Author | : Blake Masters |
Publisher | : Random House |
Total Pages | : 198 |
Release | : 2014-09-18 |
Genre | : Business & Economics |
ISBN | : 075355030X |
WHAT VALUABLE COMPANY IS NOBODY BUILDING? The next Bill Gates will not build an operating system. The next Larry Page or Sergey Brin won’t make a search engine. If you are copying these guys, you aren’t learning from them. It’s easier to copy a model than to make something new: doing what we already know how to do takes the world from 1 to n, adding more of something familiar. Every new creation goes from 0 to 1. This book is about how to get there. ‘Peter Thiel has built multiple breakthrough companies, and Zero to One shows how.’ ELON MUSK, CEO of SpaceX and Tesla ‘This book delivers completely new and refreshing ideas on how to create value in the world.’ MARK ZUCKERBERG, CEO of Facebook ‘When a risk taker writes a book, read it. In the case of Peter Thiel, read it twice. Or, to be safe, three times.
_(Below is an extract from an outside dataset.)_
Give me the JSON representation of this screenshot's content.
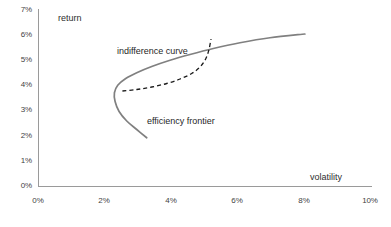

This is a classic.’ NASSIM NICHOLAS TALEB, author of The Black Swan
Author | : Seymour A Papert |
Publisher | : Basic Books |
Total Pages | : 256 |
Release | : 2020-10-06 |
Genre | : Education |
ISBN | : 154167510X |
In this revolutionary book, a renowned computer scientist explains the importance of teaching children the basics of computing and how it can prepare them to succeed in the ever-evolving tech world. Computers have completely changed the way we teach children. We have Mindstorms to thank for that. In this book, pioneering computer scientist Seymour Papert uses the invention of LOGO, the first child-friendly programming language, to make the case for the value of teaching children with computers. Papert argues that children are more than capable of mastering computers, and that teaching computational processes like de-bugging in the classroom can change the way we learn everything else. He also shows that schools saturated with technology can actually improve socialization and interaction among students and between students and teachers. Technology changes every day, but the basic ways that computers can help us learn remain. For thousands of teachers and parents who have sought creative ways to help children learn with computers, Mindstorms is their bible.